Soane was at the beginning of a movement of historicism in architecture, where people could do Greek, Roman and Gothic styles, where the patron could choose what they wanted. He liked to combine styles, I think to express his own artistic flair. Soane’s approach to collecting is the same thing – it’s eclectic, there’s no logic to the order, he just saw a way to make a visual ensemble out of it.
Top: Soane’s collection of paintings includes works by J.M.W Turner, Joshua Reynolds and Canaletto. Bottom: Soane’s hand can be seen in every aspect of the museum.
Is it possible to understand Soane’s personality through his collection?
Very much so. In a way, you notice the absence of his presence – you’re always thinking why he put an object in a particular place, why he decided to do this or that – and at the same time he is everywhere. You go into the dome, and there is his bust, you go into the model room, and there are classical temples and Pompeii, and beneath them models of Soane’s designs for the Bank of England. He is constantly inserting himself into your field of vision, and into discussion.
I think he must have been a difficult man to get on with – he argued with anyone and regularly fell out with people. He had a sense of grievance, in part because he was a self-made man, and was always trying to prove himself. He had friends but also a lot of enemies, and of course the sad thing was that he alienated both his sons and rarely saw his family after his wife died in 1815. It would take a psychoanalyst to work it out properly, but I think the impetus for collecting was for it to take the place of the children he lost. As for a lot of collectors, the collection became his children.
Top: An alcove of the house that has been recently restored and opened to the public. Bottom: The large central dome that illuminates the main collection.
Why is it important to remember Soane today?
It’s always interesting to stand in someone else’s shoes and try to imagine the world from their viewpoint, and it’s a rather unusual and unorthodox voyage into antiquity, into the past, that you get with Soane. At the same time, he was very much interested in contemporary art, and hoped to instigate a new school of British art and architecture, while also collecting Peruvian pottery, Egyptian artefacts and Persian manuscripts – especially towards the end of his life he was trying to make his collection as catholic as possible. Soane’s collection is important as a snapshot of a transition period between the house museum and the nineteenth century Enlightenment museum. It’s a different way of looking at things than what we’re accustomed to.

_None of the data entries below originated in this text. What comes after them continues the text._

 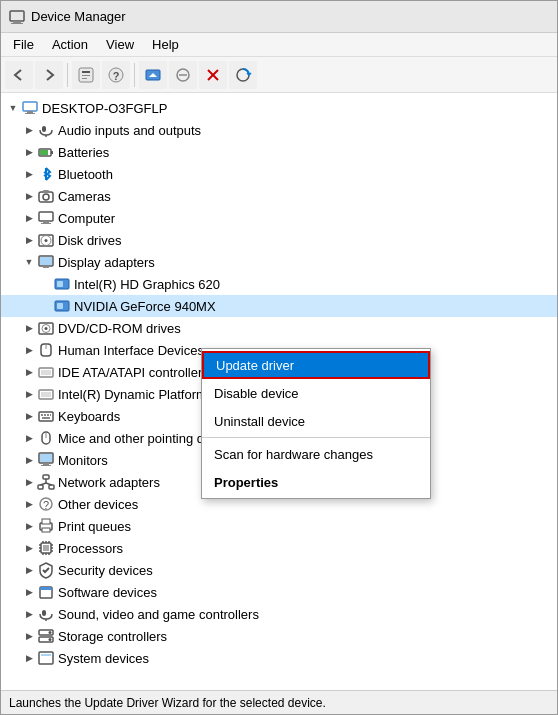 What do you see at coordinates (29, 592) in the screenshot?
I see `expand-software` at bounding box center [29, 592].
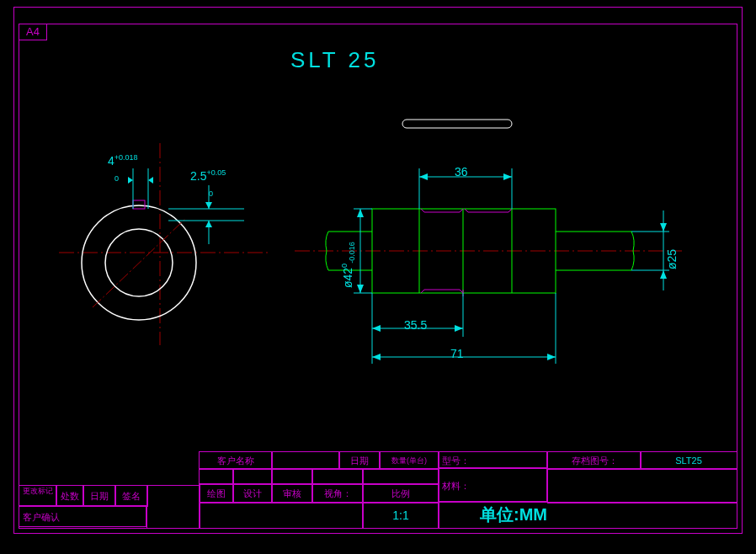 This screenshot has width=756, height=554. What do you see at coordinates (689, 461) in the screenshot?
I see `tb-archive-val: SLT25` at bounding box center [689, 461].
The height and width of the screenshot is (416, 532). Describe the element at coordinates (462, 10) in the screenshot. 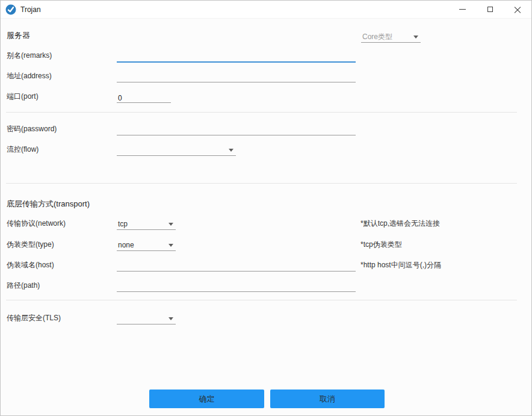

Top: Soane’s curation is not chronological or by style, but rather an eclectic “visual opportunism”. Bottom: One of twelve sculptures by contemporary artist Marc Quinn currently exhibited in the museum.
Continued from above…
Soane also wanted the museum to be an academy for the arts, he wanted painters, sculptors, architects, musicians, anyone, to come here and be inspired by it. Only last year Sarah Lucas approached us to mount a version of the pavilion she presented at the Venice Biennale, because she was inspired by Soane, even painting the walls of the pavilion the same yellow as the drawing room of the museum.
I had seen the work in Venice and would never have thought that it had anything to do with Soane, but the fact she saw something that I didn’t was intriguing. We put on the exhibition and it brought in a completely different audience. With that and our current Marc Quinn exhibition, I feel that we are carrying on Soane’s mission today.